“We may never know what motivated the killing, but we’re not required to prove motive,” a prosecutor says in a voiceover, as the back of the defendant’s head in the new Netflix series You Don’t Know Me comes into view. She then walks through a litany of evidence to bolster the government’s case. Traces of the victim’s blood found on the defendant. Cell phone records and CCTV footage that tie him to the crime scene. It’s a devastating summation.
We then get a title card for the series, almost in defiant reply to the prosecutor. White text on a black screen: You Don’t Know Me. The defendant, Hero, insists to the jury that he didn’t kill Jamil Issa, a South London drug dealer, despite what the evidence suggests. “You could have all that evidence, (and) you still wouldn’t understand anything about what happened.”
Why?
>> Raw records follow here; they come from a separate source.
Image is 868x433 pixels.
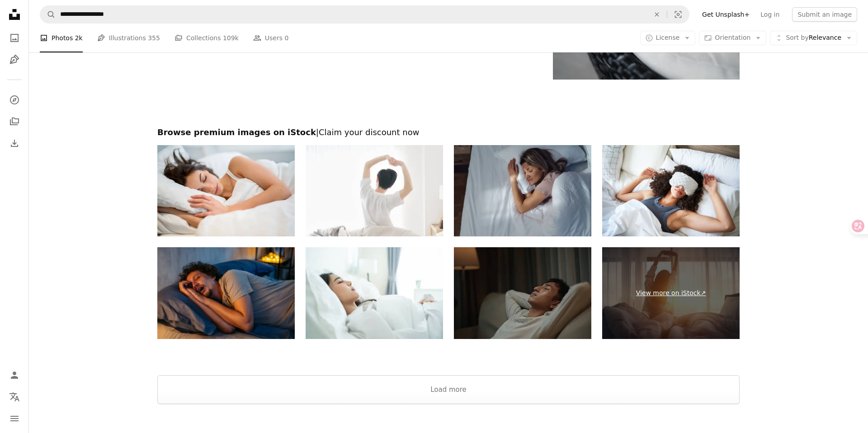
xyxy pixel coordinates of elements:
span: | Claim your discount now [316,127,419,137]
button: Language [5,388,24,406]
a: Collections 109k [175,24,239,53]
button: Visual search [667,6,689,23]
button: Search Unsplash [40,6,56,23]
img: Woman sleeping at home [158,145,295,237]
a: Get Unsplash+ [697,7,755,22]
img: Woman Relaxing in a Comfortable Bedroom with a Sleep Mask on a White Pillow [602,145,739,237]
button: Clear [647,6,667,23]
button: Menu [5,410,24,428]
span: 109k [223,33,239,43]
img: Asian man resting on sofa at night. [454,247,591,339]
span: 0 [284,33,289,43]
a: Explore [5,91,24,109]
a: Home — Unsplash [5,5,24,25]
a: Log in / Sign up [5,366,24,385]
img: Asian beautiful comfort girl in pajamas get up from sleep in bedroom. Attractive young woman lyin... [306,247,443,339]
span: License [656,34,680,41]
img: A man wakes up and stretches [306,145,443,237]
a: Illustrations 355 [97,24,160,53]
a: Log in [755,7,785,22]
span: 355 [148,33,160,43]
span: Orientation [715,34,750,41]
a: Illustrations [5,51,24,68]
a: Download History [5,135,24,153]
a: Users 0 [253,24,289,53]
span: Sort by [785,34,808,41]
form: Find visuals sitewide [39,5,689,24]
button: License [640,31,695,45]
button: Load more [158,376,739,404]
span: Relevance [785,33,841,42]
a: Photos [5,29,24,47]
a: Collections [5,112,24,131]
button: Sort byRelevance [770,31,857,45]
button: Orientation [699,31,766,45]
h2: Browse premium images on iStock [158,127,739,138]
img: Mid-Adult Man Snoring In The Bed At Night [158,247,295,339]
a: View more on iStock↗ [602,247,739,339]
img: Relaxed woman taking a nap in a bed. [454,145,591,237]
button: Submit an image [792,7,857,22]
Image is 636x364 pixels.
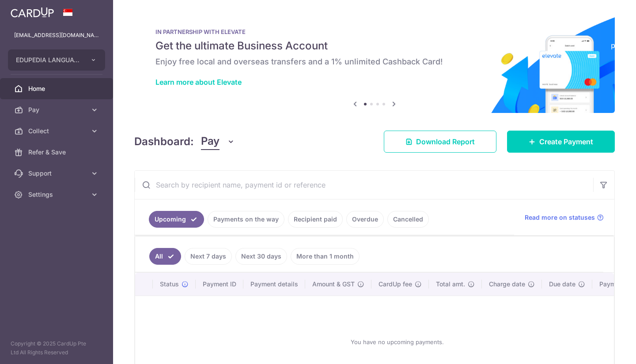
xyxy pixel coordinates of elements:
[196,273,243,296] th: Payment ID
[384,130,497,153] a: Download Report
[10,7,54,18] img: CardUp
[208,211,285,228] a: Payments on the way
[243,273,305,296] th: Payment details
[16,56,82,64] span: EDUPEDIA LANGUAGE AND TRAINING PTE. LTD.
[156,39,594,53] h5: Get the ultimate Business Account
[149,248,181,265] a: All
[156,28,594,36] p: IN PARTNERSHIP WITH ELEVATE
[312,280,354,289] span: Amount & GST
[134,14,615,113] img: Renovation banner
[416,136,474,147] span: Download Report
[488,280,525,289] span: Charge date
[28,148,87,156] span: Refer & Save
[507,130,615,153] a: Create Payment
[288,211,342,228] a: Recipient paid
[346,211,384,228] a: Overdue
[28,105,87,114] span: Pay
[156,78,242,87] a: Learn more about Elevate
[28,85,87,93] span: Home
[291,248,360,265] a: More than 1 month
[28,191,87,199] span: Settings
[201,133,219,150] span: Pay
[28,127,87,136] span: Collect
[549,280,575,289] span: Due date
[8,50,105,70] button: EDUPEDIA LANGUAGE AND TRAINING PTE. LTD.
[387,211,428,228] a: Cancelled
[28,169,87,178] span: Support
[436,280,465,289] span: Total amt.
[160,280,179,289] span: Status
[525,214,594,222] span: Read more on statuses
[185,248,232,265] a: Next 7 days
[378,280,412,289] span: CardUp fee
[134,133,193,150] h4: Dashboard:
[14,31,99,40] p: [EMAIL_ADDRESS][DOMAIN_NAME]
[156,56,594,67] h6: Enjoy free local and overseas transfers and a 1% unlimited Cashback Card!
[201,133,235,150] button: Pay
[539,136,593,147] span: Create Payment
[135,171,593,199] input: Search by recipient name, payment id or reference
[149,211,204,228] a: Upcoming
[235,248,287,265] a: Next 30 days
[525,214,603,222] a: Read more on statuses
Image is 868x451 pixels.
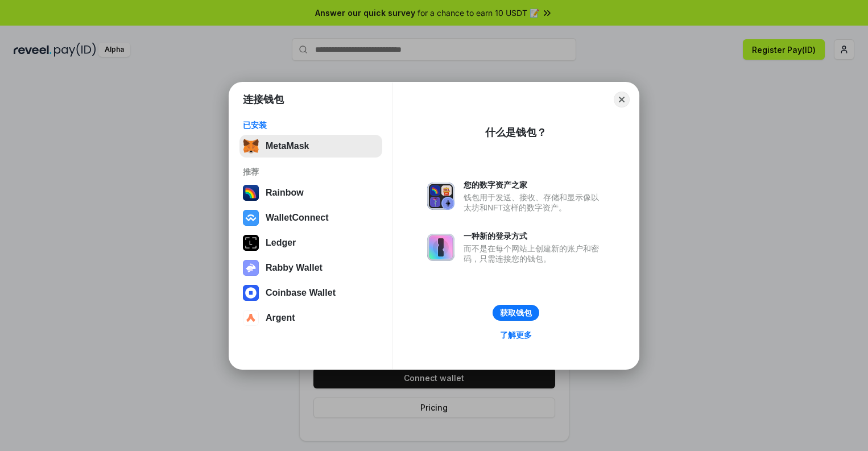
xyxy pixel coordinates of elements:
div: WalletConnect [266,212,328,223]
h1: 连接钱包 [243,92,284,106]
img: svg+xml,%3Csvg%20width%3D%22120%22%20height%3D%22120%22%20viewBox%3D%220%200%20120%20120%22%20fil... [243,185,259,201]
div: 已安装 [243,120,379,130]
div: 获取钱包 [500,307,532,318]
button: Coinbase Wallet [239,281,382,304]
div: 一种新的登录方式 [464,231,604,241]
div: Argent [266,313,295,323]
div: Coinbase Wallet [266,288,336,298]
div: MetaMask [266,141,309,151]
div: 推荐 [243,167,379,177]
button: Close [614,92,629,108]
img: svg+xml,%3Csvg%20width%3D%2228%22%20height%3D%2228%22%20viewBox%3D%220%200%2028%2028%22%20fill%3D... [243,285,259,301]
button: Ledger [239,231,382,254]
button: 获取钱包 [492,305,539,321]
div: Rainbow [266,187,304,198]
button: Rainbow [239,182,382,204]
img: svg+xml,%3Csvg%20xmlns%3D%22http%3A%2F%2Fwww.w3.org%2F2000%2Fsvg%22%20fill%3D%22none%22%20viewBox... [243,260,259,276]
div: Ledger [266,238,296,248]
button: WalletConnect [239,206,382,229]
div: Rabby Wallet [266,263,323,273]
button: MetaMask [239,135,382,157]
img: svg+xml,%3Csvg%20fill%3D%22none%22%20height%3D%2233%22%20viewBox%3D%220%200%2035%2033%22%20width%... [243,138,259,154]
div: 什么是钱包？ [485,126,547,140]
div: 了解更多 [500,330,532,340]
div: 您的数字资产之家 [464,180,604,190]
div: 钱包用于发送、接收、存储和显示像以太坊和NFT这样的数字资产。 [464,192,604,212]
img: svg+xml,%3Csvg%20xmlns%3D%22http%3A%2F%2Fwww.w3.org%2F2000%2Fsvg%22%20fill%3D%22none%22%20viewBox... [427,182,454,210]
button: Rabby Wallet [239,256,382,279]
button: Argent [239,307,382,329]
img: svg+xml,%3Csvg%20width%3D%2228%22%20height%3D%2228%22%20viewBox%3D%220%200%2028%2028%22%20fill%3D... [243,210,259,226]
img: svg+xml,%3Csvg%20xmlns%3D%22http%3A%2F%2Fwww.w3.org%2F2000%2Fsvg%22%20width%3D%2228%22%20height%3... [243,235,259,251]
img: svg+xml,%3Csvg%20width%3D%2228%22%20height%3D%2228%22%20viewBox%3D%220%200%2028%2028%22%20fill%3D... [243,310,259,326]
div: 而不是在每个网站上创建新的账户和密码，只需连接您的钱包。 [464,243,604,264]
img: svg+xml,%3Csvg%20xmlns%3D%22http%3A%2F%2Fwww.w3.org%2F2000%2Fsvg%22%20fill%3D%22none%22%20viewBox... [427,233,454,261]
a: 了解更多 [493,328,538,342]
Again, because as the title of this #10 show on Netflix today in the US declares, “you don’t know me.”
You Don’t Know Me Netflix series
Based on a novel of the same name from Imran Mahmood — and which uses a defendant’s closing argument as a narrative device around which to build the plot — the story here is partly a product of Mahmood drawing from the lives of clients he represented as a London barrister over the years.
You Don’t Know Me was the first novel from Mahmood. It got turned into the 4-episode crime drama now climbing up the Netflix charts.
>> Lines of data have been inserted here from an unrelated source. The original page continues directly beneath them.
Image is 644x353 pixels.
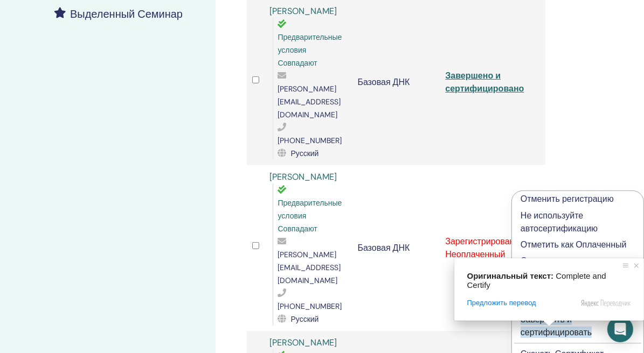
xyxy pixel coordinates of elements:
[358,77,410,88] ya-tr-span: Базовая ДНК
[278,136,342,146] span: [PHONE_NUMBER]
[278,32,342,68] span: Предварительные условия Совпадают
[467,271,554,281] span: Оригинальный текст:
[520,255,581,280] ya-tr-span: Отметить как Неоплаченный
[278,302,342,311] span: [PHONE_NUMBER]
[520,239,627,251] ya-tr-span: Отметить как Оплаченный
[278,84,341,119] ya-tr-span: [PERSON_NAME][EMAIL_ADDRESS][DOMAIN_NAME]
[278,198,342,234] span: Предварительные условия Совпадают
[278,250,341,286] ya-tr-span: [PERSON_NAME][EMAIL_ADDRESS][DOMAIN_NAME]
[291,315,319,324] span: Русский
[467,271,608,290] span: Complete and Certify
[520,193,614,205] ya-tr-span: Отменить регистрацию
[270,6,338,17] a: [PERSON_NAME]
[467,298,536,308] span: Предложить перевод
[358,242,410,254] ya-tr-span: Базовая ДНК
[607,317,633,342] div: Откройте Интерком-Мессенджер
[445,70,524,94] a: Завершено и сертифицировано
[270,337,338,349] a: [PERSON_NAME]
[270,171,338,183] a: [PERSON_NAME]
[291,148,319,158] span: Русский
[520,210,598,234] ya-tr-span: Не используйте автосертификацию
[70,7,183,21] ya-tr-span: Выделенный Семинар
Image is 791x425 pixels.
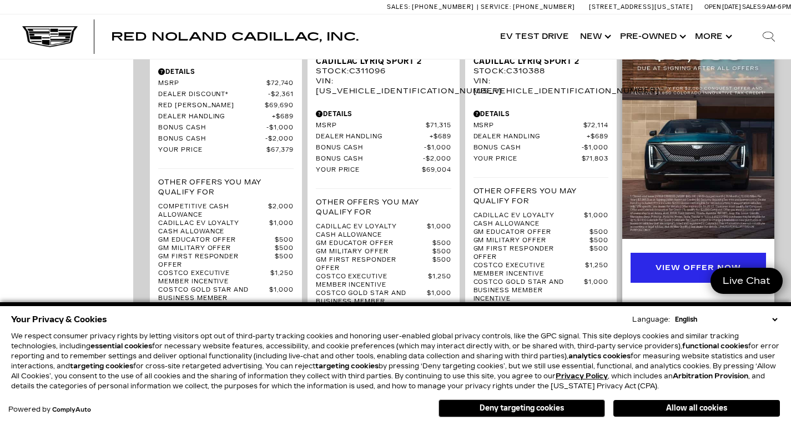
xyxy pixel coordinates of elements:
span: $500 [590,245,609,262]
strong: Arbitration Provision [673,372,749,380]
a: Red Noland Cadillac, Inc. [111,31,359,42]
span: GM Educator Offer [474,228,590,237]
div: VIN: [US_VEHICLE_IDENTIFICATION_NUMBER] [474,76,609,96]
span: $689 [272,113,294,121]
a: MSRP $72,114 [474,122,609,130]
span: $1,250 [428,273,451,289]
div: View Offer Now [656,262,741,274]
span: GM Educator Offer [158,236,275,244]
span: Dealer Handling [474,133,588,141]
span: $1,000 [584,278,609,303]
span: $689 [587,133,609,141]
span: $1,000 [427,223,451,239]
a: Sales: [PHONE_NUMBER] [387,4,477,10]
strong: functional cookies [683,342,749,350]
span: GM Military Offer [158,244,275,253]
span: Dealer Handling [158,113,272,121]
span: $67,379 [267,146,294,154]
a: MSRP $72,740 [158,79,294,88]
span: $1,250 [585,262,609,278]
a: Bonus Cash $1,000 [474,144,609,152]
span: Costco Executive Member Incentive [474,262,586,278]
span: $500 [275,236,294,244]
a: New [575,14,615,59]
span: $1,000 [582,144,609,152]
div: Stock : C310388 [474,66,609,76]
span: $69,690 [265,102,294,110]
span: Dealer Discount* [158,91,268,99]
u: Privacy Policy [556,372,608,380]
a: Cadillac EV Loyalty Cash Allowance $1,000 [158,219,294,236]
span: GM Military Offer [316,248,433,256]
span: [PHONE_NUMBER] [513,3,575,11]
div: Language: [633,316,670,323]
span: $500 [275,244,294,253]
span: Bonus Cash [316,144,424,152]
span: Sales: [387,3,410,11]
span: $2,000 [268,203,294,219]
a: Cadillac EV Loyalty Cash Allowance $1,000 [316,223,451,239]
span: $2,000 [265,135,294,143]
span: Costco Gold Star and Business Member Incentive [316,289,427,314]
span: Bonus Cash [158,124,267,132]
span: $2,000 [423,155,451,163]
p: Other Offers You May Qualify For [316,197,451,217]
p: Other Offers You May Qualify For [158,177,294,197]
span: Cadillac LYRIQ Sport 2 [316,57,443,66]
span: GM First Responder Offer [316,256,433,273]
div: Search [747,14,791,59]
strong: analytics cookies [569,352,631,360]
span: MSRP [316,122,426,130]
span: Sales: [742,3,762,11]
strong: targeting cookies [70,362,133,370]
a: GM Military Offer $500 [474,237,609,245]
img: Cadillac Dark Logo with Cadillac White Text [22,26,78,47]
a: GM Educator Offer $500 [158,236,294,244]
div: Pricing Details - New 2025 Cadillac LYRIQ Sport 2 [474,109,609,119]
span: Costco Executive Member Incentive [316,273,428,289]
a: Live Chat [711,268,783,294]
a: Competitive Cash Allowance $2,000 [158,203,294,219]
span: $500 [433,248,451,256]
span: Cadillac EV Loyalty Cash Allowance [316,223,427,239]
a: Bonus Cash $2,000 [158,135,294,143]
a: Dealer Handling $689 [316,133,451,141]
span: $1,000 [269,219,294,236]
button: More [690,14,736,59]
a: GM First Responder Offer $500 [316,256,451,273]
span: Your Privacy & Cookies [11,312,107,327]
span: Cadillac EV Loyalty Cash Allowance [158,219,269,236]
span: GM First Responder Offer [158,253,275,269]
span: Cadillac LYRIQ Sport 2 [474,57,601,66]
span: Live Chat [717,274,776,287]
span: $1,000 [427,289,451,314]
span: Open [DATE] [705,3,741,11]
span: Red Noland Cadillac, Inc. [111,30,359,43]
span: MSRP [474,122,584,130]
a: ComplyAuto [52,407,91,413]
span: 9 AM-6 PM [762,3,791,11]
span: Costco Executive Member Incentive [158,269,270,286]
a: GM Military Offer $500 [158,244,294,253]
div: Pricing Details - New 2025 Cadillac LYRIQ Sport 2 [316,109,451,119]
span: $500 [433,239,451,248]
a: Red [PERSON_NAME] $69,690 [158,102,294,110]
strong: essential cookies [91,342,152,350]
a: Bonus Cash $1,000 [158,124,294,132]
a: Costco Gold Star and Business Member Incentive $1,000 [474,278,609,303]
span: $500 [590,237,609,245]
div: Stock : C311096 [316,66,451,76]
a: [STREET_ADDRESS][US_STATE] [589,3,694,11]
a: Your Price $71,803 [474,155,609,163]
a: Costco Gold Star and Business Member Incentive $1,000 [158,286,294,311]
span: Bonus Cash [474,144,582,152]
span: $1,000 [267,124,294,132]
span: Your Price [316,166,422,174]
a: Dealer Handling $689 [474,133,609,141]
span: $71,803 [582,155,609,163]
span: Bonus Cash [158,135,265,143]
p: We respect consumer privacy rights by letting visitors opt out of third-party tracking cookies an... [11,331,780,391]
span: Service: [481,3,511,11]
a: Bonus Cash $2,000 [316,155,451,163]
“You know, part of me thought if I told my speech myself then at least you get to feel a little bit of what it is like to be me,” the protagonist tells the jury in the story. “That if my (lawyer) did it then maybe you would all be thinking, ‘Yeah, it’s all very well to put it over all shiny and slick but that (expletive’s) still a murderer.’ And I really did think that if I told my own story I could make you feel my life. But actually explaining the evidence out loud is proper hard.”
Reviews and reaction
The big question here, of course, is: Should you watch?
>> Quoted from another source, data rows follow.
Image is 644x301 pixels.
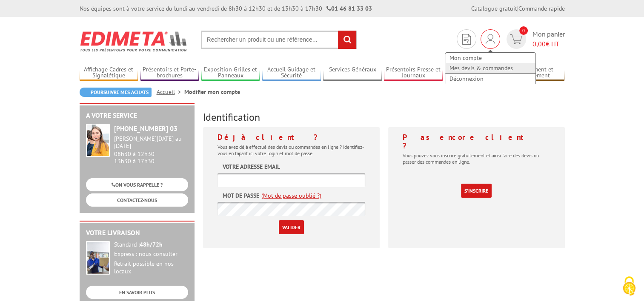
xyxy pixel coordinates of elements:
[184,87,240,96] li: Modifier mon compte
[141,66,199,80] a: Présentoirs et Porte-brochures
[471,5,517,12] a: Catalogue gratuit
[338,31,356,49] input: rechercher
[445,74,535,84] a: Déconnexion
[445,63,535,73] a: Mes devis & commandes
[462,34,471,45] img: devis rapide
[262,191,321,199] a: (Mot de passe oublié ?)
[86,229,188,236] h2: Votre livraison
[471,4,564,13] div: |
[323,66,382,80] a: Services Généraux
[114,260,188,275] div: Retrait possible en nos locaux
[445,53,535,63] a: Mon compte
[279,220,304,234] input: Valider
[86,241,109,275] img: widget-livraison.jpg
[262,66,321,80] a: Accueil Guidage et Sécurité
[532,39,564,49] span: € HT
[139,241,163,248] strong: 48h/72h
[86,124,109,157] img: widget-service.jpg
[114,251,188,258] div: Express : nous consulter
[80,4,372,13] div: Nos équipes sont à votre service du lundi au vendredi de 8h30 à 12h30 et de 13h30 à 17h30
[203,111,564,123] h3: Identification
[532,40,545,48] span: 0,00
[218,133,365,141] h4: Déjà client ?
[532,29,564,49] span: Mon panier
[504,29,564,49] a: devis rapide 0 Mon panier 0,00€ HT
[114,124,178,133] strong: [PHONE_NUMBER] 03
[86,193,188,207] a: CONTACTEZ-NOUS
[218,143,365,156] p: Vous avez déjà effectué des devis ou commandes en ligne ? Identifiez-vous en tapant ici votre log...
[519,26,527,35] span: 0
[201,31,357,49] input: Rechercher un produit ou une référence...
[384,66,443,80] a: Présentoirs Presse et Journaux
[510,34,522,44] img: devis rapide
[222,163,280,171] label: Votre adresse email
[618,275,640,297] img: Cookies (fenêtre modale)
[80,87,151,97] a: Poursuivre mes achats
[201,66,260,80] a: Exposition Grilles et Panneaux
[402,152,550,165] p: Vous pouvez vous inscrire gratuitement et ainsi faire des devis ou passer des commandes en ligne.
[114,135,188,165] div: 08h30 à 12h30 13h30 à 17h30
[614,272,644,301] button: Cookies (fenêtre modale)
[86,285,188,299] a: EN SAVOIR PLUS
[481,29,500,49] div: Mon compte Mes devis & commandes Déconnexion
[80,26,188,57] img: Edimeta
[222,191,259,199] label: Mot de passe
[114,241,188,248] div: Standard :
[461,184,491,197] a: S'inscrire
[156,88,184,96] a: Accueil
[485,34,495,44] img: devis rapide
[86,178,188,191] a: ON VOUS RAPPELLE ?
[518,5,564,12] a: Commande rapide
[86,111,188,119] h2: A votre service
[80,66,139,80] a: Affichage Cadres et Signalétique
[326,5,372,12] strong: 01 46 81 33 03
[402,133,550,150] h4: Pas encore client ?
[114,135,188,150] div: [PERSON_NAME][DATE] au [DATE]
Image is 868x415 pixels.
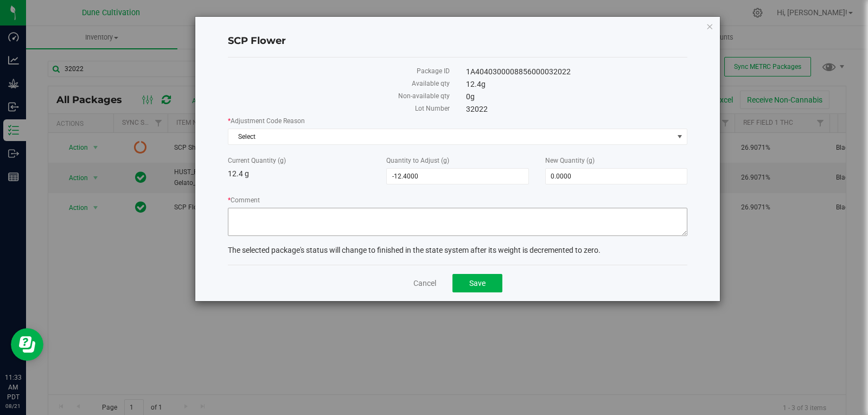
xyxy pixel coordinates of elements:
[228,116,688,126] label: Adjustment Code Reason
[228,156,370,165] label: Current Quantity (g)
[481,80,486,88] span: g
[228,195,688,205] label: Comment
[414,277,436,289] a: Cancel
[228,91,450,101] label: Non-available qty
[467,92,475,101] span: 0
[469,279,486,288] span: Save
[387,169,528,184] input: -12.4000
[228,129,674,144] span: Select
[546,169,687,184] input: 0.0000
[228,169,249,178] span: 12.4 g
[674,129,687,144] span: select
[228,245,601,255] span: The selected package's status will change to finished in the state system after its weight is dec...
[458,104,696,115] div: 32022
[228,66,450,76] label: Package ID
[471,92,475,101] span: g
[228,79,450,88] label: Available qty
[387,156,529,165] label: Quantity to Adjust (g)
[458,66,696,77] div: 1A4040300008856000032022
[453,274,503,292] button: Save
[467,80,486,88] span: 12.4
[228,34,688,49] h4: SCP Flower
[545,156,688,165] label: New Quantity (g)
[11,328,43,360] iframe: Resource center
[228,104,450,113] label: Lot Number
Understandably, many viewers might feel like there are far too many true-crime dramas and docs to watch, plus a never-ending crush of police procedurals and the like that are overtaking our favorite streaming services. Heck, You Don’t Know Me isn’t even the only crime-based title in the Netflix Top 10 right now.
One thing it’s not, however, is your average, run-of-the-mill crime and courtroom drama. Reaction from viewers certainly attests to that, like one Twitter user who raved about the show “10/10 recommend.” And another:
“Watching You don’t know me on Netflix and Kyra just said, “You’re only a good person cause your life let you be that way.’ And that there is powerful, because we judge thugs way too quickly I’ll be real. No one chooses who they become they can change it but not everyone is strong.”
For more reading, check out this “Stream it or Skip it” Decider review of You Don’t Know Me, which puts the series in the “Stream it” category.
More Netflix coverage: For more Netflix news, check out the latest new Netflix movies and series to watch.